Same reason a hysteresis is always used, it prevents the system from bouncing between grid charging, blocking discharge states etc when on min SOC. PV can vary, so you want a small buffer to allow soc to drop a bit before triggering all the ESS mechanisms, whether that be charging from grid or discharging from battery.
It is documented in the manual iirc.
It shouldn’t be a problem on an adequately sized system.
With bad solar the gaps between cycles should be longish.
The only scenario I can see being a problem is when there is reasonable solar, a smallish battery and loads that are large, that allows the system to hit +3% quickly and then drains it as fast. That isn’t typical though.
This seems to be my case. The load is so high, that discharging the battery from minSoc+3% to minSoc takes only 2-3 minutes. Charging is a bit slower but also around 3-5 minutes. I guess I have to live with that.
You could force the ESS inverter limit lower during this time, which would use more grid but slow the battery discharge.
That is something you could schedule with nodered as well.
I’ll think about that. Currently it is just a little annoyance. The only thing to think about in the long run is the amount of (unnecessary) high load/stress on the battery and also the stress forced upon the grid. But it can probably cope with that.

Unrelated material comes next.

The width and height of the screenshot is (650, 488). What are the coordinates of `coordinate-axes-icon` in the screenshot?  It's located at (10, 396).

I chose to write a Python script to continually modify the Maximum Inverter Power to be set to 0.90 * available PV power once per second. This has the effect of charging the battery in a monotonically increasing way through the day, rather than sawtoothing or draining back to Min SoC if clouds show up or loads exceed PV. This is only useful if you don’t mind prioritizing grid over stored battery power.
Thanks for the tipp @ricardocello ! This morning I thought about tapping into the CAN messages coming from the battery. I was thinking about introducing a virtual minSoc value which sets the DCL (discharge current limit) to 0 every time the battery soc <= virtual minSoc (e.g. 5%). The real minSoc stays at a value much lower than that, e.g. 0%.

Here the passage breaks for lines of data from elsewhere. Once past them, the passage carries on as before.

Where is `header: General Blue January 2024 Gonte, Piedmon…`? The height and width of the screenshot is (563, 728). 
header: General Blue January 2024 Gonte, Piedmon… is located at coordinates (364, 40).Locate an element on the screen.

It might be overkill, but this could actually work for my situation.
I have seen this with my system, but I have multiple ESS and lots of solar, so only once were all mine at or near 0%. I run mine to low voltage cutoff, which means it needs to return to a higher voltage before inverting.
I think if I use Node-RED to change the battery state to keep my battery charged and adjust the DVCC current to the MPPT current, a tiny bit will come from the grid, and the rest of the solar would go to charge the battery. You would just need to set a limit on the SOC to resume normal ESS operation.
Here you go. I dont have a live system to test this on but what it does is simple. When you hit min soc currently 5% it will set the battery to keep the battery charged and adjust the DVCC to the MPPT current. What this will do is charge the battery from solar up to 21% then change back to optimised without battery life and set the charger to 70. You can tweak the values in the functions, there are notes there for ea line of code. You can also adjust the outputs for different settings if you want to change something else.
The flow code is in the text file.
I was thinking about doing something like this because I have 3 systems and often 1 will go to 0% and then charge and discharge when its very low but I don’t need that because I have 2 more to take up the house loads.